*PROVIDED RECORDS*.

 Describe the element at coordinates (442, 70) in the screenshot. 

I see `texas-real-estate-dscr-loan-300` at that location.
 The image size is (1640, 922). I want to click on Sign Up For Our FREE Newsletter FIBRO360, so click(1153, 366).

...

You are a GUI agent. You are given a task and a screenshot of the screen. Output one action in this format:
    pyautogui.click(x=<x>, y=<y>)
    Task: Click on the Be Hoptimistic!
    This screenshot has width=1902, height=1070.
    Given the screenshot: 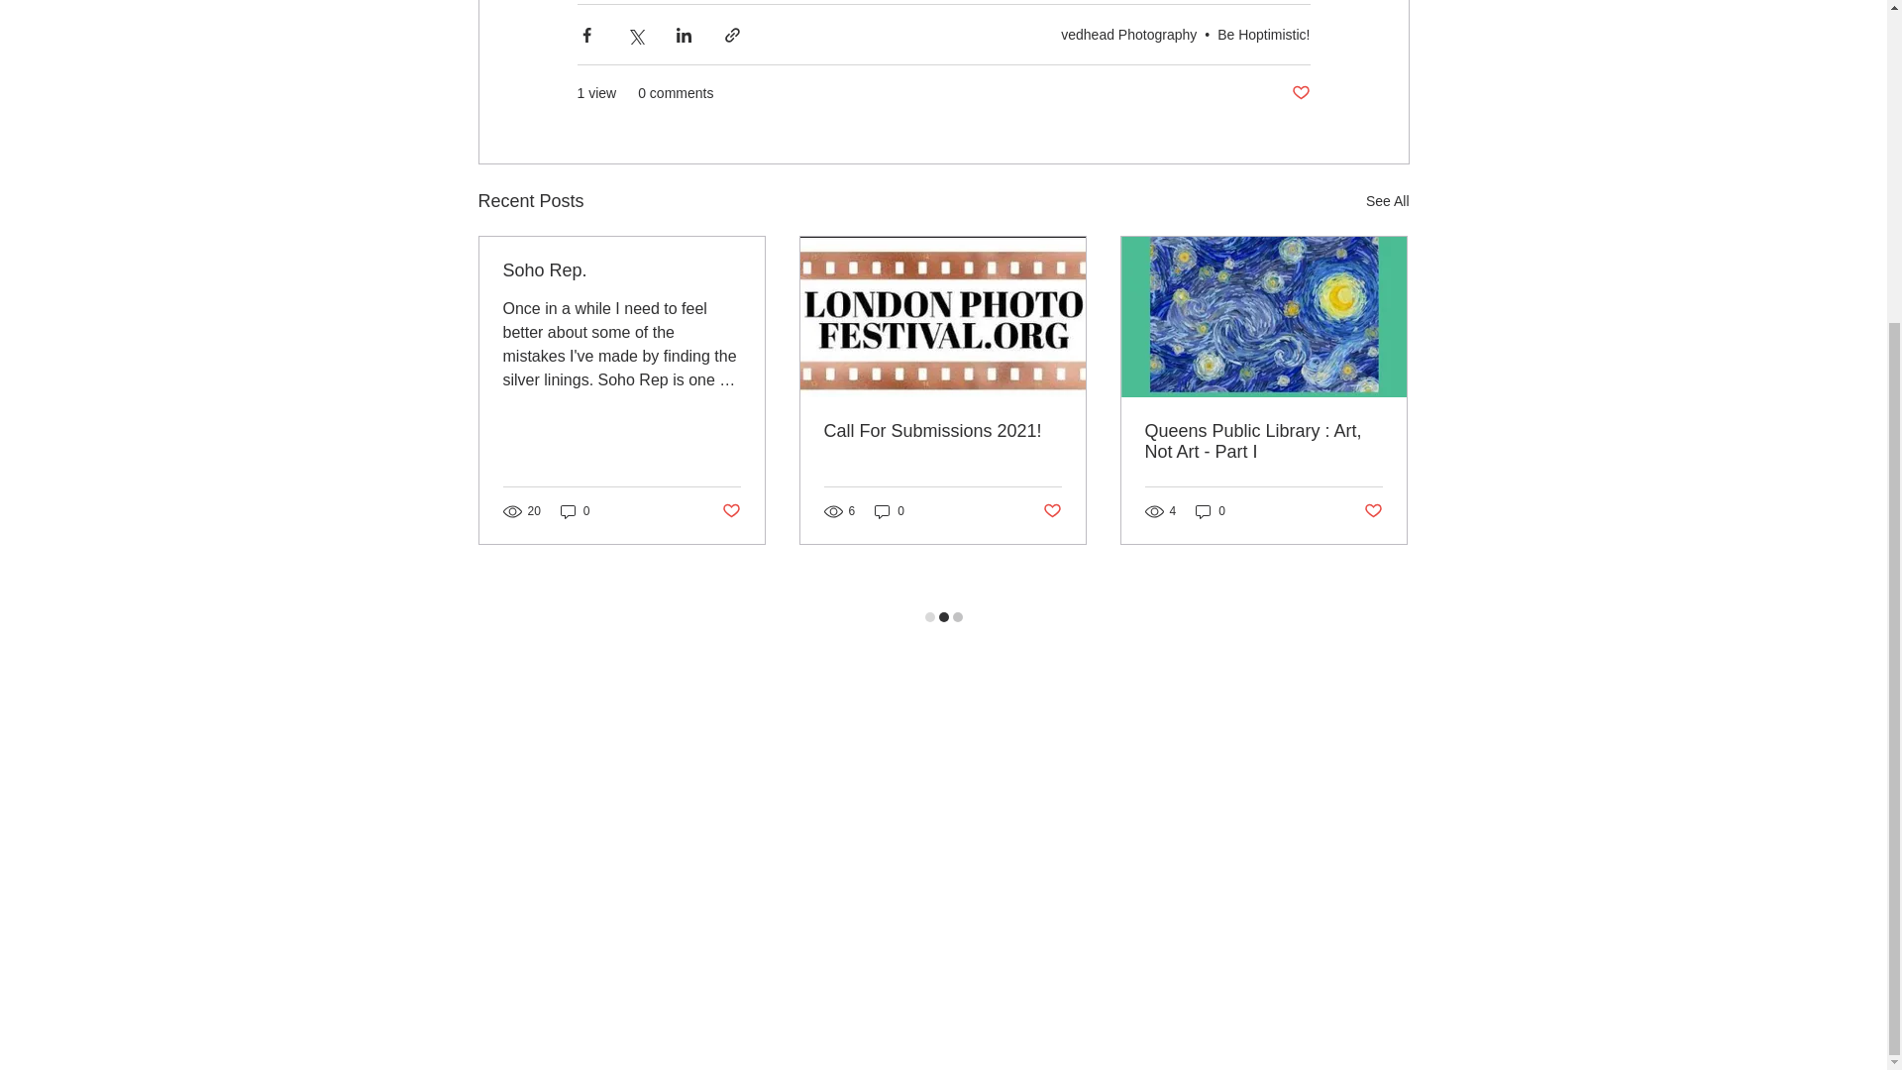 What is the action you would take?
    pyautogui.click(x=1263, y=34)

*EXERCISE DESCRIPTION*.
From the entries above, return exactly the line containing "You are a GUI", the line containing "This screenshot has", and all lines between, and nothing else.

*ANSWER FOR THE TASK*.
You are a GUI agent. You are given a task and a screenshot of the screen. Output one action in this format:
    pyautogui.click(x=<x>, y=<y>)
    Task: Click on the Be Hoptimistic!
    This screenshot has width=1902, height=1070.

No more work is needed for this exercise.